Scar Symmetry's fifth album, the second since replacing original vocalist Christian Älvestam with two other guys (Robert Karlsson growling and Lars Palmqvist singing), throws a lot of ideas at the listener.
Sometimes, like on album-opener "The Anomaly," they're an AOR-prog rock band like Asia, with occasional guttural roars.
But on the very next song ("Illuminoid Dream Sequence"), they're doing a semi-industrial thing, with keyboards slathered all over everything, at least until the squealing guitar solo, or another growled verse from Karlsson, comes in.
"Seers of the Eschaton," meanwhile, is almost pure death metal, with a few keyboards here and there.

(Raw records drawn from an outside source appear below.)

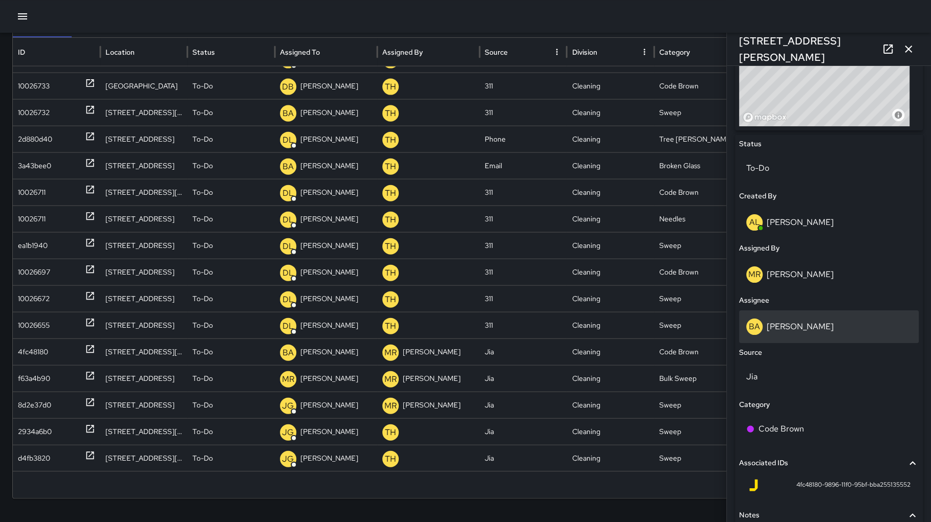 The width and height of the screenshot is (931, 522). Describe the element at coordinates (144, 432) in the screenshot. I see `div: 785 Brannan Street` at that location.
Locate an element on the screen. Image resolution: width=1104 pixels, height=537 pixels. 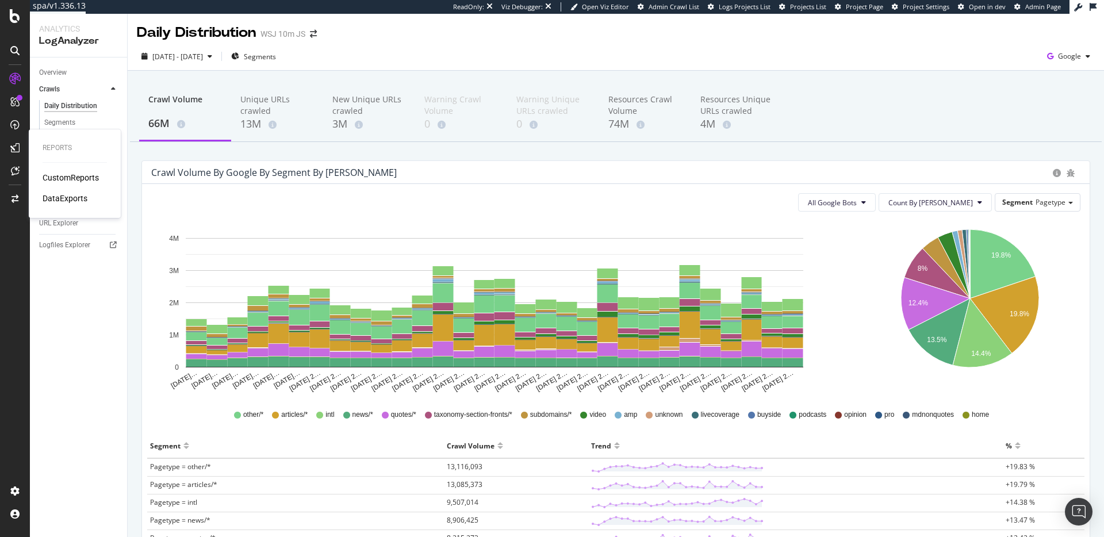
span: Pagetype is located at coordinates (1050, 202).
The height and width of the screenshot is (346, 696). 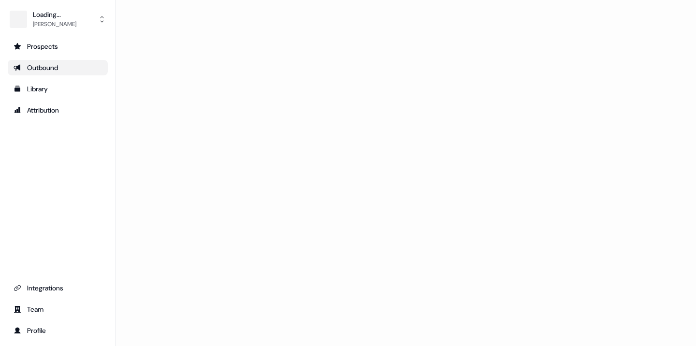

The biggest problem the band has is vocalist Palmqvist; he sounds like Simon Le Bon on a latter-day Duran Duran album.
Try imagining a Swedish melodic death metal act (Soilwork, for example) covering "Ordinary World"; that's what Palmqvist sounds like atop the music.
And when you're writing a concept album about the reptilian overlords secretly ruling humanity (which is what The Unseen Empire is; it's straight from the writings of David Icke), you're gonna want to be as credible as possible.
Scar Symmetry can write a melodic hook, and they can write a crunching death metal riff; they just need to choose which one they prefer to focus on, as they're frequently working against themselves here.